U.S. authorities on Monday filed civil and criminal charges against three men for allegedly orchestrating a large-scale market manipulation scheme that briefly pushed the valuation of a New Jersey deli to more than $100 million.
Prosecutors charged the men—Peter Coker Sr., 80, Peter Coker Jr., 53, both of North Carolina, and James Patten, 63, of Hong Kong—with 12 counts, including conspiracy to commit securities fraud, securities fraud, and conspiracy to manipulate securities prices. Patten was also charged with wire fraud, money laundering, and securities manipulation.
Coker Sr. and Patten were taken into custody on Sept. 26 and have since appeared in a North Carolina court. They are expected to appear in New Jersey federal court at a later date. Coker Jr. is still at large.
The Securities and Exchange Commission (SEC) also filed a separate civil action, accusing the men of underlying the market manipulation scheme. The agency’s investigation is ongoing.
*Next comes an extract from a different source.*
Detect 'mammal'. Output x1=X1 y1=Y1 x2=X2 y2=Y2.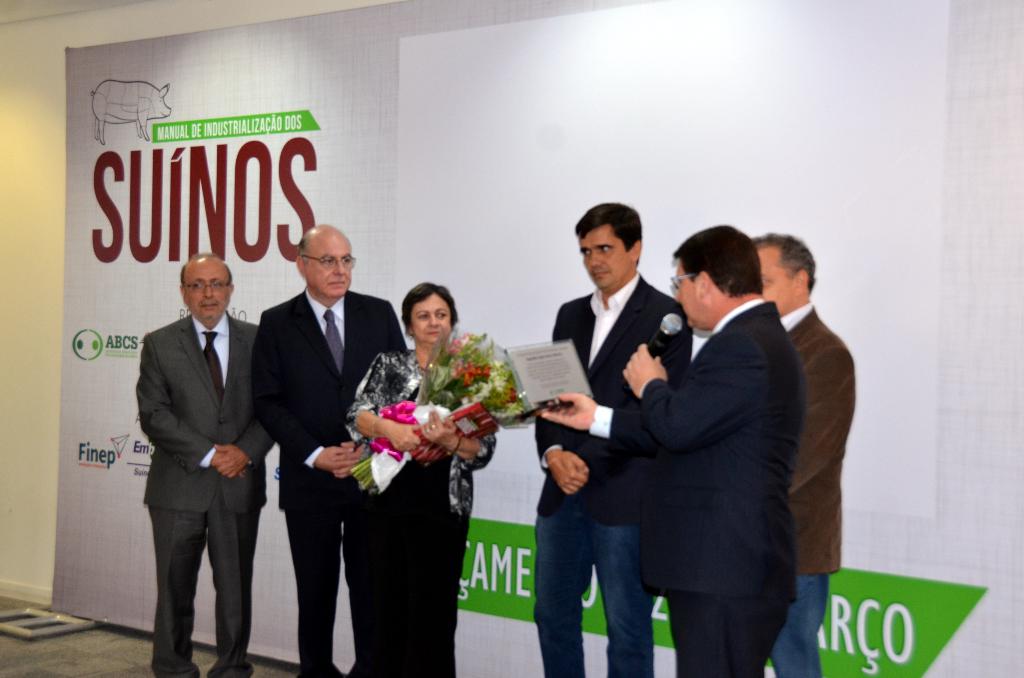
x1=530 y1=198 x2=687 y2=677.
If found guilty, the criminal securities fraud charges carry a maximum sentence of 20 years in prison and a $5 million fine, while the conspiracy counts carry a five-year prison term and a $250,000 fine, authorities said. The wire fraud and money laundering charges are punishable by a maximum penalty of 20 years in prison and a $250,000 fine.
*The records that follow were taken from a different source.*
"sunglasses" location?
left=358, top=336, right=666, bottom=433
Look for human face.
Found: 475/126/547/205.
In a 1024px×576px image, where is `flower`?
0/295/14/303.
As part of the scheme, the men allegedly targeted two publicly traded companies—Hometown International Inc. and E-Waste Corp.—through manipulative trading, and used them to generate illegal profits by acquiring private companies in so-called reverse mergers, a transaction through which an existing public company merges with a private operating company.
These alleged manipulation tactics artificially inflated the stock price of Hometown by 939 percent and E-Waste by approximately 19,900 percent, prosecutors said.
Hometown’s market value swelled as high as $123 million in April 2021 even though its sole asset, a Paulsboro, New Jersey-based business called Your Hometown Deli, generated just $13,976 of sales in 2020 and $25,004 in 2021.
The company merged this year into Makamer Holdings Inc., a Los Angeles bioplastics startup.
It closed the deli, which was located in a Philadelphia suburb, in June, and later sold the business for $15,000 and its inventory for $700, according to a regulatory filing.
Einhorn noted that the deli had earned $21,772 in sales in 2019 and only $13,976 in 2020, but had reached a market cap of $113 million in early February.
“The pastrami must be amazing,” Einhorn wrote jokingly. “Small investors who get sucked into these situations are likely to be harmed eventually, yet the regulators—who are supposed to be protecting investors—appear to be neither present nor curious.”